Collected data entries
────────────────

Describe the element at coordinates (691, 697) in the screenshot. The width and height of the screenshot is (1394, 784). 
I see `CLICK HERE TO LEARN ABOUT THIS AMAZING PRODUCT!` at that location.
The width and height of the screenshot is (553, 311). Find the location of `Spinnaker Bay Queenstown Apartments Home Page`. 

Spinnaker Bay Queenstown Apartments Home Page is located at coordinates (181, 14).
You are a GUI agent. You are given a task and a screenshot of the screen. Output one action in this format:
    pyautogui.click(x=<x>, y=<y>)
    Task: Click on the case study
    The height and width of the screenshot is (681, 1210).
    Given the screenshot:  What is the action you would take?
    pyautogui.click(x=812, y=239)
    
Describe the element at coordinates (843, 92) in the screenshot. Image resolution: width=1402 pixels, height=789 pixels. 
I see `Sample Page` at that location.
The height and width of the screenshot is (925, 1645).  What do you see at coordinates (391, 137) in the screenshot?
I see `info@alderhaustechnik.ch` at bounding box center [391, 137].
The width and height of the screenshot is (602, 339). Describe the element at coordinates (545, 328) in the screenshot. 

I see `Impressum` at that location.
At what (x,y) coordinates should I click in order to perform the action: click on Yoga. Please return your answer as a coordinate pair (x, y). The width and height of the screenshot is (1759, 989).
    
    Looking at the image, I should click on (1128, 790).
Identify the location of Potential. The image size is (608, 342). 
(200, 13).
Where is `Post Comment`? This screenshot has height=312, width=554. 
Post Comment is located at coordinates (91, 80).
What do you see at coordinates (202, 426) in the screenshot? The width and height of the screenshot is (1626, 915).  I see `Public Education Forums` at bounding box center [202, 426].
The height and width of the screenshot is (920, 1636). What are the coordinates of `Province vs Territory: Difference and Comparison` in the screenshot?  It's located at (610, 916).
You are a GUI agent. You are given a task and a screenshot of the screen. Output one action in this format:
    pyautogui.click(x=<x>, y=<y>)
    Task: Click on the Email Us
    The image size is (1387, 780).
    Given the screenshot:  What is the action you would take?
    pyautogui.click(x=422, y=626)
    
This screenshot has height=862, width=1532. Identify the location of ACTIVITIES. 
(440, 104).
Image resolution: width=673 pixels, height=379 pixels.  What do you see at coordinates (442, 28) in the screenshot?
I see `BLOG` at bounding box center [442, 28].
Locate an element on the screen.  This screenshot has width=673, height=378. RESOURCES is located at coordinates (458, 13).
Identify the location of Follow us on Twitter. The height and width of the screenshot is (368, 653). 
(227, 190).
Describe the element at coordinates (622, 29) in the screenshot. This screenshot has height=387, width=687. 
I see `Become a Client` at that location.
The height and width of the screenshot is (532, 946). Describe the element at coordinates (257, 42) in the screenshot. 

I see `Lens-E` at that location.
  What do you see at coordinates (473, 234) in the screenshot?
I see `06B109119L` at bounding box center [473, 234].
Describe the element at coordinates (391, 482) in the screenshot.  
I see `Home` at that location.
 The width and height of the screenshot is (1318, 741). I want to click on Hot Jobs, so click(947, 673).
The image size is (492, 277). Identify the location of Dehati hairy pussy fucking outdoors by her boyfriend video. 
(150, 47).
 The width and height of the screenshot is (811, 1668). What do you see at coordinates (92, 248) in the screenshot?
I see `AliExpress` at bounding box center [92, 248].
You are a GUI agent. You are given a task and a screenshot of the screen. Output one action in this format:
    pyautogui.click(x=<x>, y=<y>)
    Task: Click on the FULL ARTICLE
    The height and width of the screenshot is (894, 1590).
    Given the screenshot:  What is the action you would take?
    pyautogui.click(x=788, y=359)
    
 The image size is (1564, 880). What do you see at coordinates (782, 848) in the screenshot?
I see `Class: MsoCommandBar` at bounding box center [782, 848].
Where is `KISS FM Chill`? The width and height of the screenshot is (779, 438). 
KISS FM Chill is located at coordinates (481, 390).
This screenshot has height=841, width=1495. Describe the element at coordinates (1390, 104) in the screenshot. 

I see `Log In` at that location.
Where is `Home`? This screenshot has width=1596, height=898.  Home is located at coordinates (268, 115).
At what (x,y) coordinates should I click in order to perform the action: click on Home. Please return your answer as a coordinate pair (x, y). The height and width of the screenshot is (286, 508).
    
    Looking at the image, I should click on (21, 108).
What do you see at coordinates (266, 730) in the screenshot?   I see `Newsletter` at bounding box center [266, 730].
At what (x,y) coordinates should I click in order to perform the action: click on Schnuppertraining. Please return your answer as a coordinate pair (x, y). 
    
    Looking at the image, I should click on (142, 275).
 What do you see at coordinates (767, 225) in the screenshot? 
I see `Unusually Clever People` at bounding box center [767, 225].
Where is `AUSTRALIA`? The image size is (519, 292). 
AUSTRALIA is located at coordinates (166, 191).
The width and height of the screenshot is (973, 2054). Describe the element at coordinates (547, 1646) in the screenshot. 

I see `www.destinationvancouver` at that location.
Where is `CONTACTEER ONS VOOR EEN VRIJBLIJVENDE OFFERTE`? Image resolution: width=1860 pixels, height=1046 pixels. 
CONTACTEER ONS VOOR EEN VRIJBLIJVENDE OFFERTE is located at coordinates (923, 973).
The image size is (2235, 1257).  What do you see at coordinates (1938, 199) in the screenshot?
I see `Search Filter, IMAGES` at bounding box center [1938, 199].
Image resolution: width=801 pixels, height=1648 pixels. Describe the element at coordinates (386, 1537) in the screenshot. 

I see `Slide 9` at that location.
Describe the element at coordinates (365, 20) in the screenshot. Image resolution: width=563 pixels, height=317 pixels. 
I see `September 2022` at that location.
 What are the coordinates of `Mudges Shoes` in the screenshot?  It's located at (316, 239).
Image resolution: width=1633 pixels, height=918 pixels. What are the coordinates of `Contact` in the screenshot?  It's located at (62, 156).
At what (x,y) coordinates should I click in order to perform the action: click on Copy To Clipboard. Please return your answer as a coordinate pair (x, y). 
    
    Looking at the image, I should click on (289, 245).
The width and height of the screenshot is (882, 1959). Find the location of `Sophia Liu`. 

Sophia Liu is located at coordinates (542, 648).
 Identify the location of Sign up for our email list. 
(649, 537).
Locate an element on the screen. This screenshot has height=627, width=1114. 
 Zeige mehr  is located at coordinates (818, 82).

────────────────

# [Exercise brief]
The lines from the one containing "pixels, height=1046 pixels." through the last line of the records are the answer; set them down exactly and add nothing.

# [Written response]
Where is `CONTACTEER ONS VOOR EEN VRIJBLIJVENDE OFFERTE`? Image resolution: width=1860 pixels, height=1046 pixels. 
CONTACTEER ONS VOOR EEN VRIJBLIJVENDE OFFERTE is located at coordinates (923, 973).
The image size is (2235, 1257).  What do you see at coordinates (1938, 199) in the screenshot?
I see `Search Filter, IMAGES` at bounding box center [1938, 199].
Image resolution: width=801 pixels, height=1648 pixels. Describe the element at coordinates (386, 1537) in the screenshot. 

I see `Slide 9` at that location.
Describe the element at coordinates (365, 20) in the screenshot. Image resolution: width=563 pixels, height=317 pixels. 
I see `September 2022` at that location.
 What are the coordinates of `Mudges Shoes` in the screenshot?  It's located at (316, 239).
Image resolution: width=1633 pixels, height=918 pixels. What are the coordinates of `Contact` in the screenshot?  It's located at (62, 156).
At what (x,y) coordinates should I click in order to perform the action: click on Copy To Clipboard. Please return your answer as a coordinate pair (x, y). 
    
    Looking at the image, I should click on (289, 245).
The width and height of the screenshot is (882, 1959). Find the location of `Sophia Liu`. 

Sophia Liu is located at coordinates (542, 648).
 Identify the location of Sign up for our email list. 
(649, 537).
Locate an element on the screen. This screenshot has height=627, width=1114. 
 Zeige mehr  is located at coordinates (818, 82).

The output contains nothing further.